--- Chuck Guzis wrote:
On 4 Feb 2007 at 0:56, Tony Duell wrote:
And another oddiity. The whole design of the
Apple
][ seems to have been
to save a chip if at all possible (provided the
machine still works --
just). And yet the kayboard was encoded in
hardware.
Why? It meant you
couldn't implelement a lower case keyboard in
software (there are the
well-known shift key mods where you run a wire
from
the shift keyswitch
to one of the single-bit inputs on the games
connector, which shouldn't
have been necessary).
Thank you for absolving me of being the first to use
the term
"gutless wonder". :)
LOL. That has a certain ring to it.
It gives character. :)
In a way, I suppose the disk controller was a clever
design. But it
locked the CPU into 2MHz operation.
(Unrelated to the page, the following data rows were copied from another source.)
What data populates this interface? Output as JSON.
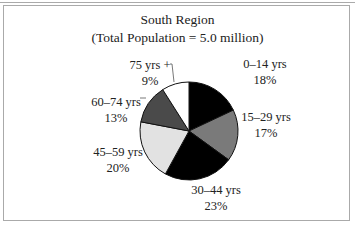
{
  "chart_data": {
    "type": "pie",
    "title": "South Region",
    "subtitle": "(Total Population = 5.0 million)",
    "categories": [
      "0–14 yrs",
      "15–29 yrs",
      "30–44 yrs",
      "45–59 yrs",
      "60–74 yrs",
      "75 yrs +"
    ],
    "values": [
      18,
      17,
      23,
      20,
      13,
      9
    ],
    "labels": [
      "18%",
      "17%",
      "23%",
      "20%",
      "13%",
      "9%"
    ],
    "colors": [
      "#000000",
      "#7a7a7a",
      "#000000",
      "#e2e2e2",
      "#4a4a4a",
      "#ffffff"
    ],
    "start_angle_deg": 0,
    "direction": "clockwise",
    "legend": "none"
  }
}
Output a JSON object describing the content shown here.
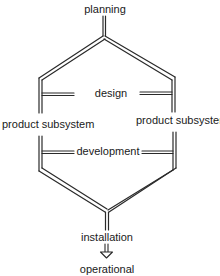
{
  "diagram": {
    "type": "process-flow",
    "colors": {
      "line": "#2a2a2a",
      "text": "#1a1a1a",
      "background": "#ffffff"
    },
    "labels": {
      "planning": "planning",
      "design": "design",
      "product_subsystem_left": "product subsystem",
      "product_subsystem_right": "product subsystem",
      "development": "development",
      "installation": "installation",
      "operational": "operational"
    },
    "stages": [
      "planning",
      "design",
      "product subsystem",
      "development",
      "installation",
      "operational"
    ]
  }
}
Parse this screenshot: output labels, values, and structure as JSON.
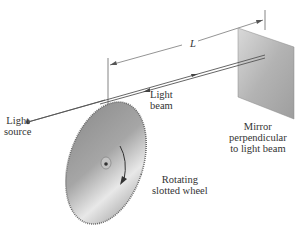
{
  "diagram": {
    "labels": {
      "distance": "L",
      "light_beam": [
        "Light",
        "beam"
      ],
      "light_source": [
        "Light",
        "source"
      ],
      "mirror": [
        "Mirror",
        "perpendicular",
        "to light beam"
      ],
      "wheel": [
        "Rotating",
        "slotted wheel"
      ]
    },
    "colors": {
      "line": "#555555",
      "wheel_fill": "#9a9a9a",
      "mirror_fill": "#b5b5b5",
      "text": "#333333"
    }
  }
}
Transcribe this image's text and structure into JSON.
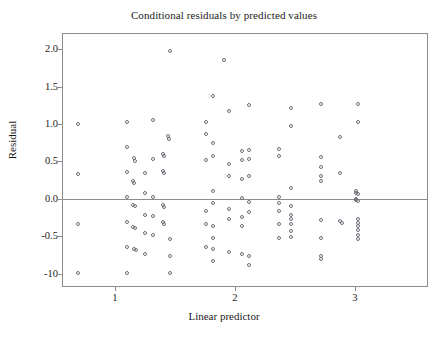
{
  "chart_data": {
    "type": "scatter",
    "title": "Conditional residuals by predicted values",
    "xlabel": "Linear predictor",
    "ylabel": "Residual",
    "xlim": [
      0.56,
      3.61
    ],
    "ylim": [
      -1.18,
      2.22
    ],
    "grid": false,
    "legend": null,
    "xticks": [
      1,
      2,
      3
    ],
    "xtick_labels": [
      "1",
      "2",
      "3"
    ],
    "yticks": [
      2.0,
      1.5,
      1.0,
      0.5,
      0.0,
      -0.5,
      -1.0
    ],
    "ytick_labels": [
      "2.0",
      "1.5",
      "1.0",
      "0.5",
      "0.0",
      "-0.5",
      "-10"
    ],
    "reference_lines": [
      {
        "orientation": "horizontal",
        "y": 0.0
      }
    ],
    "marker": "open-circle",
    "marker_color": "#6e6e78",
    "points": [
      [
        0.69,
        1.0
      ],
      [
        0.69,
        0.33
      ],
      [
        0.69,
        -0.33
      ],
      [
        0.69,
        -0.99
      ],
      [
        1.1,
        1.03
      ],
      [
        1.1,
        0.69
      ],
      [
        1.1,
        0.36
      ],
      [
        1.1,
        0.02
      ],
      [
        1.1,
        -0.31
      ],
      [
        1.1,
        -0.65
      ],
      [
        1.1,
        -0.99
      ],
      [
        1.16,
        0.55
      ],
      [
        1.17,
        0.51
      ],
      [
        1.15,
        0.24
      ],
      [
        1.16,
        0.21
      ],
      [
        1.15,
        -0.08
      ],
      [
        1.17,
        -0.09
      ],
      [
        1.15,
        -0.38
      ],
      [
        1.17,
        -0.39
      ],
      [
        1.16,
        -0.67
      ],
      [
        1.18,
        -0.68
      ],
      [
        1.25,
        0.35
      ],
      [
        1.25,
        0.08
      ],
      [
        1.25,
        -0.21
      ],
      [
        1.25,
        -0.46
      ],
      [
        1.25,
        -0.74
      ],
      [
        1.32,
        1.05
      ],
      [
        1.32,
        0.54
      ],
      [
        1.32,
        0.02
      ],
      [
        1.32,
        -0.23
      ],
      [
        1.32,
        -0.48
      ],
      [
        1.4,
        0.6
      ],
      [
        1.4,
        0.37
      ],
      [
        1.4,
        -0.08
      ],
      [
        1.4,
        -0.31
      ],
      [
        1.41,
        0.57
      ],
      [
        1.41,
        0.35
      ],
      [
        1.41,
        -0.11
      ],
      [
        1.41,
        -0.33
      ],
      [
        1.44,
        0.84
      ],
      [
        1.45,
        0.8
      ],
      [
        1.46,
        1.98
      ],
      [
        1.46,
        -0.54
      ],
      [
        1.46,
        -0.77
      ],
      [
        1.46,
        -0.99
      ],
      [
        1.76,
        1.03
      ],
      [
        1.76,
        0.87
      ],
      [
        1.76,
        0.52
      ],
      [
        1.76,
        -0.16
      ],
      [
        1.76,
        -0.33
      ],
      [
        1.76,
        -0.65
      ],
      [
        1.82,
        1.38
      ],
      [
        1.82,
        0.75
      ],
      [
        1.82,
        0.58
      ],
      [
        1.82,
        0.11
      ],
      [
        1.82,
        -0.05
      ],
      [
        1.82,
        -0.36
      ],
      [
        1.82,
        -0.52
      ],
      [
        1.82,
        -0.67
      ],
      [
        1.82,
        -0.83
      ],
      [
        1.91,
        1.86
      ],
      [
        1.95,
        1.18
      ],
      [
        1.95,
        0.46
      ],
      [
        1.95,
        0.31
      ],
      [
        1.95,
        -0.13
      ],
      [
        1.95,
        -0.27
      ],
      [
        1.95,
        -0.71
      ],
      [
        2.06,
        0.64
      ],
      [
        2.06,
        0.52
      ],
      [
        2.06,
        0.27
      ],
      [
        2.06,
        0.01
      ],
      [
        2.06,
        -0.24
      ],
      [
        2.06,
        -0.36
      ],
      [
        2.06,
        -0.74
      ],
      [
        2.12,
        1.26
      ],
      [
        2.12,
        0.66
      ],
      [
        2.12,
        0.54
      ],
      [
        2.12,
        0.31
      ],
      [
        2.12,
        -0.04
      ],
      [
        2.12,
        -0.17
      ],
      [
        2.12,
        -0.76
      ],
      [
        2.12,
        -0.88
      ],
      [
        2.37,
        0.67
      ],
      [
        2.37,
        0.58
      ],
      [
        2.37,
        0.02
      ],
      [
        2.37,
        -0.06
      ],
      [
        2.37,
        -0.16
      ],
      [
        2.37,
        -0.34
      ],
      [
        2.37,
        -0.53
      ],
      [
        2.47,
        1.21
      ],
      [
        2.47,
        0.97
      ],
      [
        2.47,
        0.15
      ],
      [
        2.47,
        -0.09
      ],
      [
        2.47,
        -0.21
      ],
      [
        2.47,
        -0.27
      ],
      [
        2.47,
        -0.33
      ],
      [
        2.47,
        -0.43
      ],
      [
        2.47,
        -0.51
      ],
      [
        2.72,
        1.27
      ],
      [
        2.72,
        0.56
      ],
      [
        2.72,
        0.43
      ],
      [
        2.72,
        0.3
      ],
      [
        2.72,
        0.24
      ],
      [
        2.72,
        -0.28
      ],
      [
        2.72,
        -0.53
      ],
      [
        2.72,
        -0.76
      ],
      [
        2.72,
        -0.81
      ],
      [
        2.88,
        0.83
      ],
      [
        2.88,
        0.34
      ],
      [
        2.88,
        -0.3
      ],
      [
        2.89,
        -0.32
      ],
      [
        3.03,
        1.27
      ],
      [
        3.03,
        1.03
      ],
      [
        3.03,
        0.06
      ],
      [
        3.03,
        -0.03
      ],
      [
        3.01,
        0.11
      ],
      [
        3.01,
        0.08
      ],
      [
        3.01,
        0.0
      ],
      [
        3.01,
        -0.02
      ],
      [
        3.03,
        -0.27
      ],
      [
        3.03,
        -0.32
      ],
      [
        3.03,
        -0.37
      ],
      [
        3.03,
        -0.42
      ],
      [
        3.03,
        -0.48
      ],
      [
        3.03,
        -0.54
      ]
    ]
  }
}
The use of a
simple arithmetic
checksum for each sector was not perhaps the most
reliable solution
either. But the biggest problem is that disk
reading
and writing
required 100% attention from the CPU. On most other
computers that
used dedicated LSI controllers, the possibility
existed for
overlapped computation/disk access.
Oh yes, that's a huge gotcha with the disk II. It
could make communications software or data logging
interesting.
There were other disk systems for the Apple though
none as ubiquitous.
I like the Disk II. I don't think it was the ultimate
disk system, just a clever/ cheap one (for Apple at
least).
Liam Busey
____________________________________________________________________________________
Looking for earth-friendly autos?
Browse Top Cars by "Green Rating" at Yahoo! Autos' Green Center.